Guide
BMI vs body fat percentage: which one should you actually track?
Both numbers measure something real. Neither measures what most people think it measures.
BMI (Body Mass Index) and body fat percentageare two completely different measurements that get used interchangeably in fitness culture. BMI is weight relative to height. Body fat percentage is, well, the fraction of body mass that’s fat. A muscular athlete can have a BMI of 28 (“overweight”) and 12% body fat (lean). A sedentary office worker can have a BMI of 24 (“healthy”) and 28% body fat (high). The numbers are measuring different things; the right tool depends on what you’re trying to learn.
What each one measures
BMI
BMI = weight (kg) / height² (m²). Devised by Adolphe Quetelet in the 1830s as a population statistic. Categories per WHO:
- < 18.5 — underweight
- 18.5-24.9 — healthy
- 25.0-29.9 — overweight
- ≥ 30.0 — obese
BMI is a screening tool, not a diagnosis. It correlates with body fat at the population level (heavier people, on average, have more body fat) but is unreliable for any specific individual. It systematically misclassifies muscular people as overweight and skinny-fat people as healthy.
Body fat percentage
The fraction of body mass that’s adipose tissue. Healthy ranges per American Council on Exercise:
| Category | Men | Women |
|---|---|---|
| Essential fat | 2-5% | 10-13% |
| Athlete | 6-13% | 14-20% |
| Fitness | 14-17% | 21-24% |
| Average | 18-24% | 25-31% |
| Obese | 25%+ | 32%+ |
Measurement methods, ranked by reliability
- DEXA scan — gold standard. ±1-2% accuracy. Requires a clinical or specialised facility; $50-150 per scan in the US.
- Hydrostatic weighing— “dunk tank.” ±2-3% accuracy. Increasingly rare; mostly replaced by DEXA.
- Bod Pod — air displacement. ±2-3%. Found at sports science labs and a few high-end gyms.
- Skinfold caliper — measured by a trained tester. ±3-5% if done correctly; ±10% if done badly. Free at most gyms. Highly tester-dependent.
- Bioelectrical impedance (smart scales, handheld devices) — ±4-8% on a typical home device. Hydration state, recent meals, and time of day all shift the reading.
- Navy circumference method— neck, waist, and (for women) hip measurements plugged into a formula. ±3-4% if the measurements are precise. Used by US military for compliance because it’s cheap and standardised.
- Online calculators / BMI-derived estimates — convert BMI + age + sex to body fat. ±5-8%. Better than nothing if you have only BMI to start with.
When to use which
BMI is the right tool when:
- You’re tracking a large population (epidemiology, clinical screening).
- You don’t have access to a body-fat measurement.
- You’re looking for a quick first-pass health signal.
- You’re tracking weight change over time and your body composition isn’t changing dramatically (no recent muscle gain/loss).
Body fat percentage is the right tool when:
- You’re an athlete or training seriously for strength/size.
- BMI says you’re overweight but you have visible musculature.
- BMI says you’re healthy but you suspect “skinny fat” (low muscle mass, high relative fat).
- You’re cutting or recomposing and want to know whether weight loss is fat or muscle.
The pragmatic combination
For most people, the useful workflow is:
- Start with BMI. Free, instant, gives you a category. Use our BMI calculator.
- If BMI is borderline (24-27) or you have an athletic build, measure body fat. Skinfold or Navy method at minimum; DEXA if you’re serious. Our body fat calculator implements the Navy method.
- Track waist circumferencealongside either number. Waist correlates with visceral fat (the metabolically dangerous kind) better than BMI does. WHO thresholds: men > 102 cm and women > 88 cm indicate elevated risk regardless of BMI.
- If you’re training for body composition, repeat measurements every 6-12 weeks. Body fat changes slowly; daily measurements add noise without signal.
Common mistakes
- Smart-scale body fat as ground truth. Bioimpedance on a foot-to-foot scale reads body fat in the lower body only and extrapolates. ±5-10% error is normal. Useful for trend if measured under identical conditions (same time of day, same hydration), useless as an absolute number.
- Treating BMI categories as diagnoses. BMI 25 is not a disease. Many people with BMI 26-28 have excellent metabolic health. Conversely, BMI 22 with poor diet and no exercise carries real health risks.
- Comparing measurements across methods. A DEXA reading of 14% and a smart-scale reading of 20% on the same person on the same day is normal. Don’t compare numbers from different methods.
Sources: World Health Organization, “Body Mass Index - BMI” (Regional Office for Europe, 2024); American College of Sports Medicine, Guidelines for Exercise Testing and Prescription (11th ed., 2022); Jensen MD et al., Circulation 2014 (waist circumference thresholds).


**PROBLEM REQUIREMENTS**
For the entries below, the result should be an exact transcription of the lines from the one with "Identify the location of h3: Purchases." up to and including the one with "This screenshot has height=527, width=1189.", and only those.

**SUPPLIED MATERIAL**
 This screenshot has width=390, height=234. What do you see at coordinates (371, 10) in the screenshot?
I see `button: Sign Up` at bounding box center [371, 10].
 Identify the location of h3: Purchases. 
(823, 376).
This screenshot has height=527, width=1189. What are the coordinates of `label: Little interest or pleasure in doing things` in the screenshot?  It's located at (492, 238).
==
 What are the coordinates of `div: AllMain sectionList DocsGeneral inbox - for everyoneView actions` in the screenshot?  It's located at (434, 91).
--
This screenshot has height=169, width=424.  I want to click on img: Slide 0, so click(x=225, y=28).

**ANSWER BOX**
 Identify the location of h3: Purchases. 
(823, 376).
This screenshot has height=527, width=1189. What are the coordinates of `label: Little interest or pleasure in doing things` in the screenshot?  It's located at (492, 238).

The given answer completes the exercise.